Lawrence Thatcher edited this page Nov 24, 2016 · 2 revisions

Lab Specifications

Purposes:

The purposes of this lab are:

  • To let you play with ideas from game theory.
  • To teach you about how repeated play games differ from the normal game theory context.
  • To let you think about developing a utility-based strategic agent for a competitive environment.

What you should learn:

When you complete this lab, you should understand the following:

  • Why the tit-for-tat strategy is such a good idea.
  • Where game theoretic assumptions fail in repeated games.
  • The issues involved in designing a competitive agent (such as inter-agent modeling, anticipation, forgiveness, commitment, etc.). You should also gain practice writing technical documents. Check out the grading guidelines at the bottom of the description.

Description:

You will conduct a tournament that tests how different strategies perform in repeated-play prisoner's dilemma game. You will create your own strategy, and play against the following agents:

  • 1. An agent who employs the one-shot equilibrium solution (always defect)
  • 2. An agent who chooses randomly
  • 3. An agent who always cooperates with you (and never confesses)
  • 4. An agent who employs the tit-for-tat strategy (reviewed below), and
  • 5. An agent who employs the tit-for-two-tats strategy (also reviewed below).
  • 6. An agent who uses the Pavlov strategy (reviewed below).
  • 7. An agent who uses the Win-Stay/Lose-Shift strategy (reviewed below).
  • 8. An agent who uses the Never Forgive strategy (reviewed below).
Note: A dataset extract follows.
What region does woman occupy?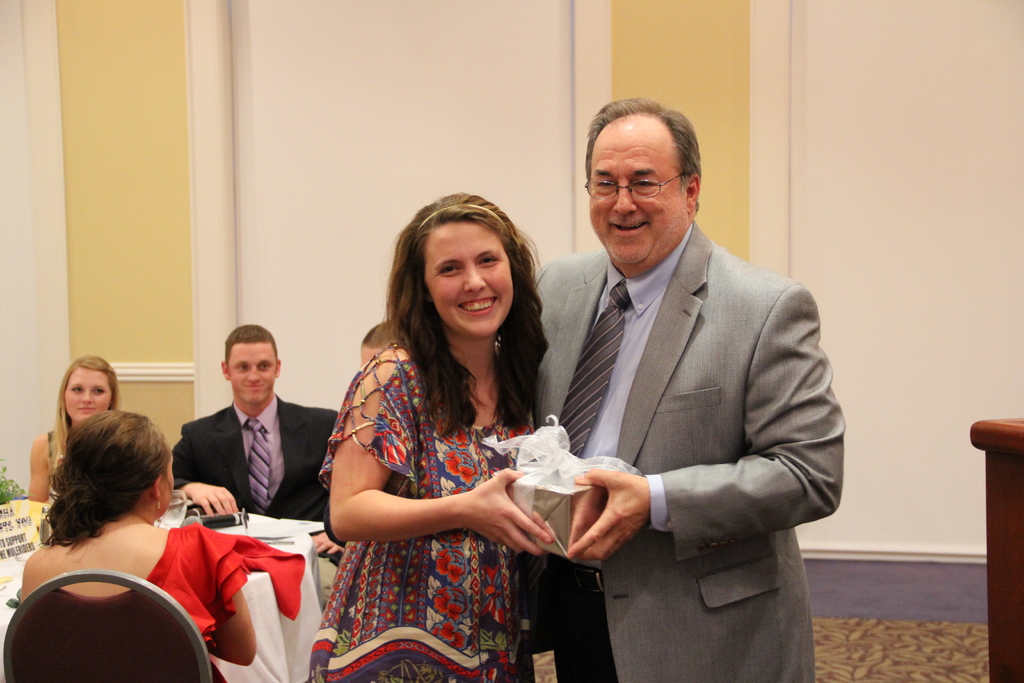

You should try out how well each strategy works when there are 5 trials, 100 trials, and 200 trials. You should also play a variant where, after each interaction, you flip a biased coin to decide if you continue to another round; the coin turns up heads p percent of the time, and whenever the coin turns up heads you continue. Conduct the experiment for p = 0.75, 0.99, and 0.9. Each agent will compete against all other agents, and the total scores will be recorded. You should use the prisoner's dilemma payoff matrix in ordinal form with 5 the most preferred outcome and 1 the least preferred.

P1/P2 Cooperate 2 Defect 2
Cooperate 1 (3,3) (1,5)
Defect 1 (5,1) (2,2)

In the payoff matrix, cooperate means cooperating with the other prisoner by remaining silent, and defect means defecting from the team strategy by confessing to the police. If you play the game 100 trials, your score is the sum of all of the payoffs you received so, for example, if you and your opponent each cooperated, then your score would be 3*100. High scores win.

What you should turn in:

When you are done, you should turn in:

  • One page describing and justifying your strategy.
  • A description of the results for each number of trials listed above (5, 100, and 200); since this is a data intensive lab, take some time to present the information in an intelligible format.
  • A description of the results for each of the probabilities above (0.75, 0.9, and 0.99); since this is a data intensive lab, take some time to present the information in an intelligible format.
  • One page explaining why the winner won, and discussing how their strategy performed and why.

Grading Rubric

Your report will be graded on four criteria: style, grammar, analysis, content.

Style: Is there an adequate introduction? Does the conclusions section make conclusions justified by the data? Is there a logical flow to the organization of the paper?

Grammar: Is the language adequate?

Analysis: Does the report present not only what is found but why? Have you made conclusions that are not justified? Do you include multiple trials to account for uncertainty? Have you reported both means and variances of data?

Content: Have you completed what was assigned? Is there some originality in the work?